I want to see the idea of power separated from priesthood exclusively, rather than priesthood from gender. That’s what this idea represents to me. I think this lays the ground work for a more respectful and meaningful way forward in our relationship with LGBTQ+ members, men who never serve in leadership positions, as well as other religious people outside of our own faith. It acknowledges the sacredness in all people by virtue of their place in the human family, which we all possess from birth. Especially in the ways it challenges us to see God in others outside of our own.
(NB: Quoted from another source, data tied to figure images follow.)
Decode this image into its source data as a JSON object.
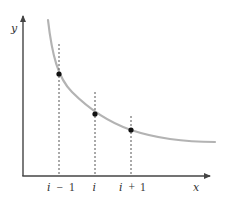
{
  "diagram": {
    "type": "function-curve-with-sample-points",
    "axes": {
      "x_label": "x",
      "y_label": "y",
      "color": "#444444"
    },
    "curve": {
      "description": "decreasing convex curve (e.g. 1/x-like)",
      "color": "#b3b3b3"
    },
    "ticks": [
      {
        "id": "i_minus_1",
        "var": "i",
        "op": "−",
        "num": "1",
        "label": "i − 1"
      },
      {
        "id": "i",
        "var": "i",
        "op": "",
        "num": "",
        "label": "i"
      },
      {
        "id": "i_plus_1",
        "var": "i",
        "op": "+",
        "num": "1",
        "label": "i + 1"
      }
    ],
    "points": [
      {
        "at": "i − 1",
        "color": "#111111"
      },
      {
        "at": "i",
        "color": "#111111"
      },
      {
        "at": "i + 1",
        "color": "#111111"
      }
    ],
    "guide_lines": {
      "style": "dashed",
      "color": "#555555"
    }
  }
}
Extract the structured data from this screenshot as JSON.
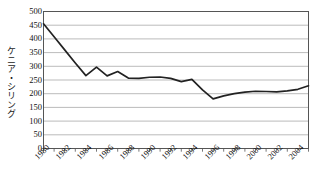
{
  "chart_data": {
    "type": "line",
    "title": "",
    "xlabel": "",
    "ylabel": "ケニア・シリング",
    "ylim": [
      0,
      500
    ],
    "ytick_values": [
      500,
      450,
      400,
      350,
      300,
      250,
      200,
      150,
      100,
      50,
      0
    ],
    "ytick_labels": [
      "500",
      "450",
      "400",
      "350",
      "300",
      "250",
      "200",
      "150",
      "100",
      "50",
      "0"
    ],
    "xlim": [
      1980,
      2005
    ],
    "xtick_labels": [
      "1980",
      "1982",
      "1984",
      "1986",
      "1988",
      "1990",
      "1992",
      "1994",
      "1996",
      "1998",
      "2000",
      "2002",
      "2004"
    ],
    "xtick_label_values": [
      1980,
      1982,
      1984,
      1986,
      1988,
      1990,
      1992,
      1994,
      1996,
      1998,
      2000,
      2002,
      2004
    ],
    "minor_tick_values": [
      1980,
      1981,
      1982,
      1983,
      1984,
      1985,
      1986,
      1987,
      1988,
      1989,
      1990,
      1991,
      1992,
      1993,
      1994,
      1995,
      1996,
      1997,
      1998,
      1999,
      2000,
      2001,
      2002,
      2003,
      2004,
      2005
    ],
    "grid": "horizontal",
    "legend": "none",
    "x": [
      1980,
      1981,
      1982,
      1983,
      1984,
      1985,
      1986,
      1987,
      1988,
      1989,
      1990,
      1991,
      1992,
      1993,
      1994,
      1995,
      1996,
      1997,
      1998,
      1999,
      2000,
      2001,
      2002,
      2003,
      2004,
      2005
    ],
    "series": [
      {
        "name": "ケニア・シリング",
        "color": "#222222",
        "values": [
          455,
          408,
          360,
          312,
          266,
          297,
          265,
          281,
          257,
          256,
          260,
          261,
          256,
          244,
          252,
          214,
          181,
          192,
          200,
          206,
          209,
          208,
          207,
          210,
          216,
          229
        ]
      }
    ],
    "series_tail_note": {
      "2003": 240,
      "2004": 243,
      "2005": 229
    },
    "colors": {
      "line": "#222222",
      "grid": "#aaaaaa",
      "frame": "#555555",
      "text": "#111111",
      "background": "#ffffff"
    }
  }
}
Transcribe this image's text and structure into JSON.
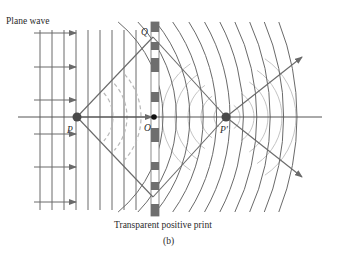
{
  "figure": {
    "caption": "(b)",
    "labels": {
      "plane_wave": "Plane wave",
      "print": "Transparent positive print"
    },
    "points": {
      "P": "P",
      "O": "O",
      "Q": "Q",
      "P_prime": "P′"
    },
    "colors": {
      "line": "#6a6a6a",
      "axis": "#555555",
      "dark_point": "#4a4a4a",
      "dashed": "#b8b8b8",
      "light_arc": "#c4c4c4",
      "print_dark": "#6e6e6e",
      "text": "#2a2a2a"
    },
    "geometry": {
      "axis_y": 117,
      "P": [
        77,
        117
      ],
      "O": [
        154,
        117
      ],
      "Q": [
        153,
        37
      ],
      "P_prime": [
        226,
        117
      ],
      "Q_lower": [
        153,
        197
      ],
      "print_x": [
        151,
        159
      ],
      "print_y": [
        22,
        216
      ],
      "plane_wave_x": [
        40,
        52,
        64,
        76,
        88,
        100,
        112,
        124,
        136
      ],
      "arrow_rows_y": [
        33,
        67,
        100,
        134,
        167,
        202
      ],
      "print_dark_blocks": [
        [
          22,
          32
        ],
        [
          42,
          50
        ],
        [
          58,
          72
        ],
        [
          92,
          102
        ],
        [
          128,
          142
        ],
        [
          162,
          170
        ],
        [
          182,
          190
        ],
        [
          204,
          216
        ]
      ]
    }
  }
}
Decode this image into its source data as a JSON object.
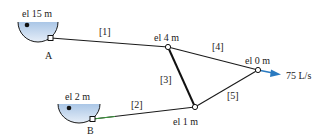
{
  "reservoirs": [
    {
      "id": "A",
      "label": "A",
      "elevation": "el 15 m"
    },
    {
      "id": "B",
      "label": "B",
      "elevation": "el 2 m"
    }
  ],
  "junctions": [
    {
      "id": "J1",
      "elevation": "el 4 m"
    },
    {
      "id": "J2",
      "elevation": "el 0 m"
    },
    {
      "id": "J3",
      "elevation": "el 1 m"
    }
  ],
  "pipes": [
    {
      "id": "1",
      "label": "[1]"
    },
    {
      "id": "2",
      "label": "[2]"
    },
    {
      "id": "3",
      "label": "[3]"
    },
    {
      "id": "4",
      "label": "[4]"
    },
    {
      "id": "5",
      "label": "[5]"
    }
  ],
  "outflow": {
    "label": "75 L/s",
    "color": "#2a7ac0"
  },
  "colors": {
    "water_top": "#b7cfe8",
    "water_bottom": "#e3edf7",
    "line": "#1a1a1a"
  }
}
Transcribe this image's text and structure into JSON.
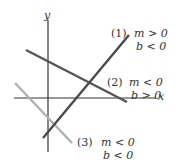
{
  "axes": {
    "x_label": "x",
    "y_label": "y"
  },
  "lines": [
    {
      "id": "1",
      "tag": "(1)",
      "cond1": "m > 0",
      "cond2": "b < 0",
      "color": "#4a4a4a"
    },
    {
      "id": "2",
      "tag": "(2)",
      "cond1": "m < 0",
      "cond2": "b > 0",
      "color": "#555555"
    },
    {
      "id": "3",
      "tag": "(3)",
      "cond1": "m < 0",
      "cond2": "b < 0",
      "color": "#b0b0b0"
    }
  ]
}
So the corollary to that being that Brother, not Elder, would be the most important title a man has in the Church. It gives recognition to the holiness in what men do when they’re not in a position where they would officiate in ordinances or serve in leadership. I’ve often wondered at the general malaise I’ve witnessed from just about every Elders Quorum I’ve ever seen, and I think this is part of it. They don’t know what it means to use and wield divine power and authority outside of presiding and performing ordinances, which means they view everything outside of those realms as being without that power and authority. They don’t know what it means to see the power and authority of God in caregiving tasks, rather than administrative ones. So when they’re helping someone move, or doing yardwork for someone, or cleaning the building, or (fellas, you need this one) making treats for their lessons, they don’t see the divine influence or intervention when they do those tasks. Those tasks are relegated to women because they allegedly don’t need priesthood to do them. But at the same time, “women do it better” because they can take a simple caregiving task and make it into a holy thing in a way they’ve never been able to replicate. They reason that it comes to women through their gender, rather than the power of God. Caregiving is woman’s domain because it doesn’t require priesthood, but ask any of them what good priesthood leadership looks like and they will inevitably describe a caregiver.
Sisters do nothing that is necessarily connected to their gender because love is not a gendered experience. Brothers can do it equally as well when they’re allowed and care enough. And one of the worst consequences of the divide between Elders Quorum and Relief Society is how it deprives caregiving from men, not just administration from women. While women pass around sign up sheets for meal assignments, drives, service projects, and what to bring for various parties and activities, men rarely get to participate. I remember in my last ward, the idea of passing around the dinner calendar for the missionaries in Elders Quorum was some kind of new revelation. Why? Is it really such an alien notion that priesthood has a necessary connection to caregiving? That those with priesthood and no one to care for because we’ve outsourced all those tasks to the Relief Society could be the reason men are unmotivated and checked out at church?
Men allegedly have all the priesthood, but women do all the messy and exhausting work of taking care of others in the unit? But we don’t consider what women do powerful, inspired, or prophetic enough to call what they do “priesthood,” even though the ward would cease to function without them? Why? The same efficient and engaged caregiving that would make men model priesthood holders ceases to be priesthood when women are doing it? God forbid.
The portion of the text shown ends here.